According to Fany Kuiru, General Coordinator of COICA:
“The Amazon and its peoples are in danger of extinction. Protecting and restoring its integrity is a vital urgency for humanity and a debt owed to the peoples who defend it. Resolution 129 paved the way for a shared vision in 2021, but governments’ political will to protect the Amazon remains pending. Four years later, Resolution 068 calls for emergency action to also restore life in
this forest and its waters, on which Indigenous Peoples and nearly 50 million people in the basin depend. In a world where ethics have taken a back seat, we urge our governments and the global community to turn their words into concrete policies in 2025. We are living in a tipping point scenario—there is no more time, only action.”
The Role of Indigenous Peoples
The approval of Motion 068 is not just a technical victory; it is a political mandate, passed by a majority at IUCN—just like Resolution 129. It adds to key regional instruments such as the Belém Declaration, which identified the tipping point as the region’s greatest challenge; the Advisory Opinion No. 32 of the Inter-American Court of Human Rights (2025), which developed the link between the climate crisis and human rights; and the approval of the Amazon Indigenous Peoples Mechanism (MAPI) within the Amazon Cooperation Treaty Organization (ACTO).

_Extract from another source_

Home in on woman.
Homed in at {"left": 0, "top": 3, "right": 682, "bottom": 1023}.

The knowledge and governance systems of over 500 Indigenous Peoples of the Amazon—including 185 in voluntary isolation or initial contact—have safeguarded life in the Amazon for millennia. Their territories cover one-third of the Amazon, yet receive no direct budget allocations and less than 1% of global climate financing, despite conservation outcomes comparable to or even exceeding those of protected areas.

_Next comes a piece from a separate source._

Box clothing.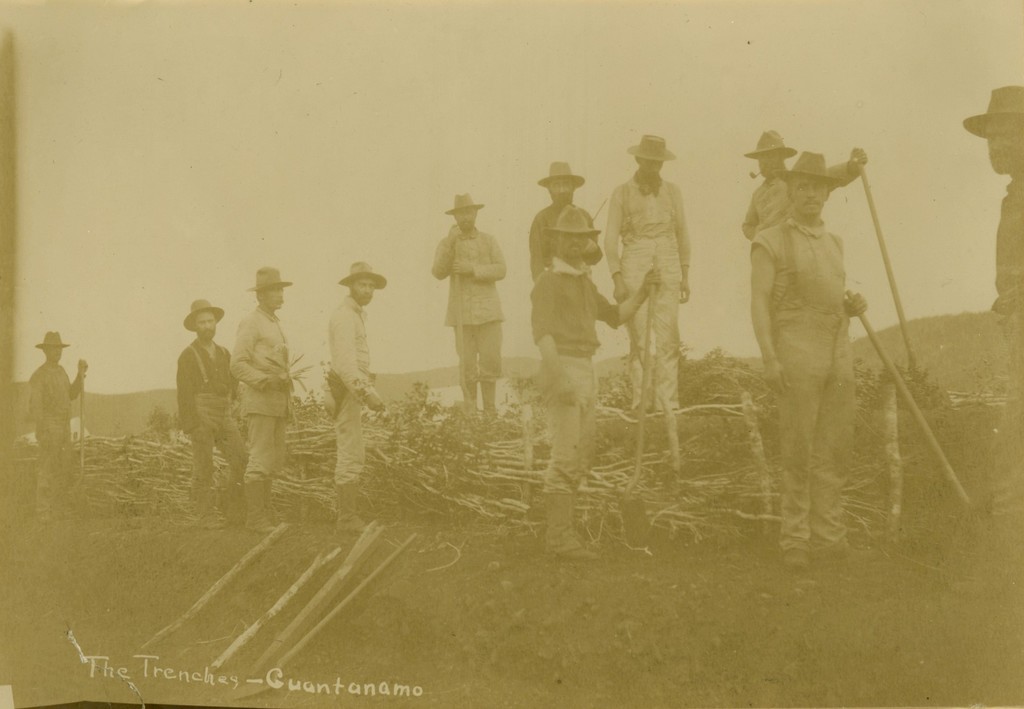
locate(178, 345, 249, 517).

Resolution 068 explicitly recognizes the need to ensure legal, physical, and financial security for Indigenous Peoples, placing them at the center of solutions.

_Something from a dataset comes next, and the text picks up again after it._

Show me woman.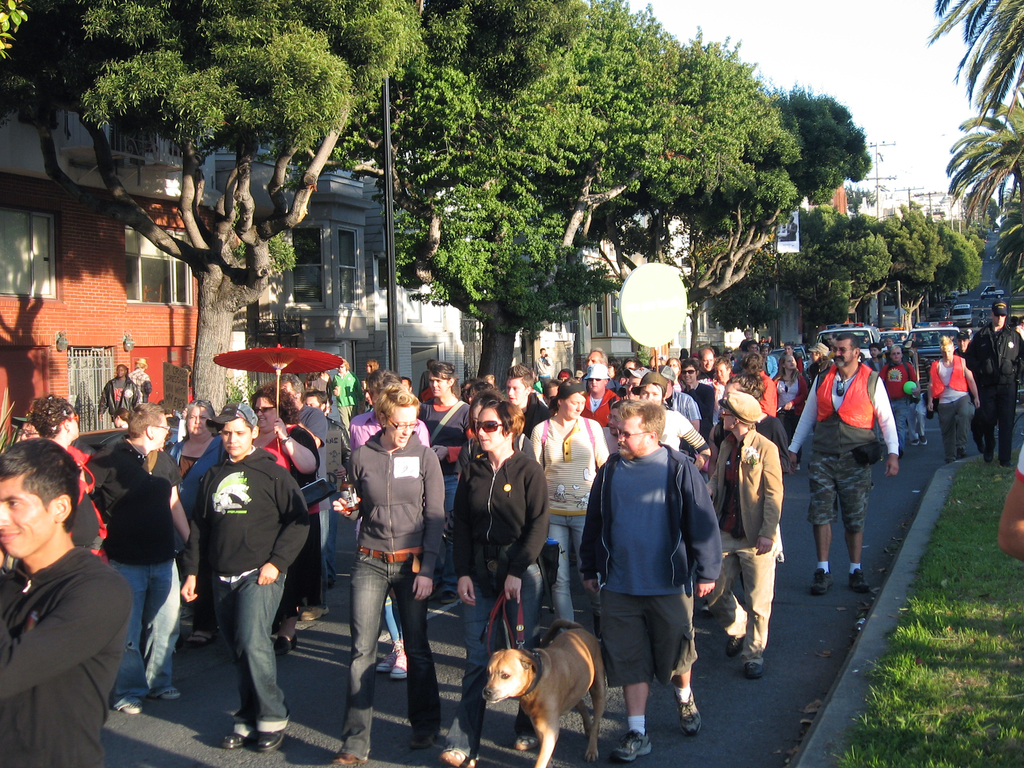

Commitments of Resolution 068
The resolution approved by the IUCN body commits to:
- Halting deforestation and degradation by 2030, prioritizing the restoration of critical areas.
- Excluding extractive activities in zones of high ecological integrity.
- Integrating Indigenous territories into national biodiversity strategies and NDCs,
after ensuring free, prior, and informed consent.
- Strengthening innovative financial mechanisms, including debt forgiveness and
swaps, and pan-Amazonian funds with Indigenous participation.
Today, with eyes set on COP30 in Belém do Pará (Brazil, 2025), Motion 068 becomes the roadmap for governments, multilateral organizations, and civil society to assume binding commitments.
COICA calls on governments, financial institutions, civil society organizations, and global citizens to join the implementation of Resolution 068.
About COICA and the “Amazonia for Life: Protect 80% by 2025” Initiative
COICA was founded in 1984 to promote policies, proposals, and actions at local, national, and international levels, led by Amazonian Indigenous peoples, nationalities, and organizations.
In 2021, COICA and Indigenous leaders from the nine countries of the Amazon Basin, together with allied organizations, issued an urgent call to the IUCN to avoid the tipping point by protecting 80% of the Amazon by 2025. Resolution 129 was approved with the support of 541 global civil society organizations and 62 ministries.
Today, more than 1,300 organizations support the goal and the Initiative. The new resolution, backed by 709 organizations worldwide and 99 governments, will enable actions through 2030 to prevent cascading tipping points by protecting and restoring Amazonian ecosystems.
The “Amazonia for Life Initiative” calls for the protection and restoration of 80% of the Amazon by 2030 to avoid reaching the tipping point in the planet’s largest carbon sink.
Press Contacts / Interview Opportunities:
- Alicia Guzmán (Technical Coordinator, 80×2025 Initiative) – aliciaguzman5@hotmail.com / +593 98 641 5612
- Bryan Ludeña (COICA Communications) – blud1993@gmail.com / +593 98 979 5277
Protecting and restoring the Amazon is protecting the future of life on Earth.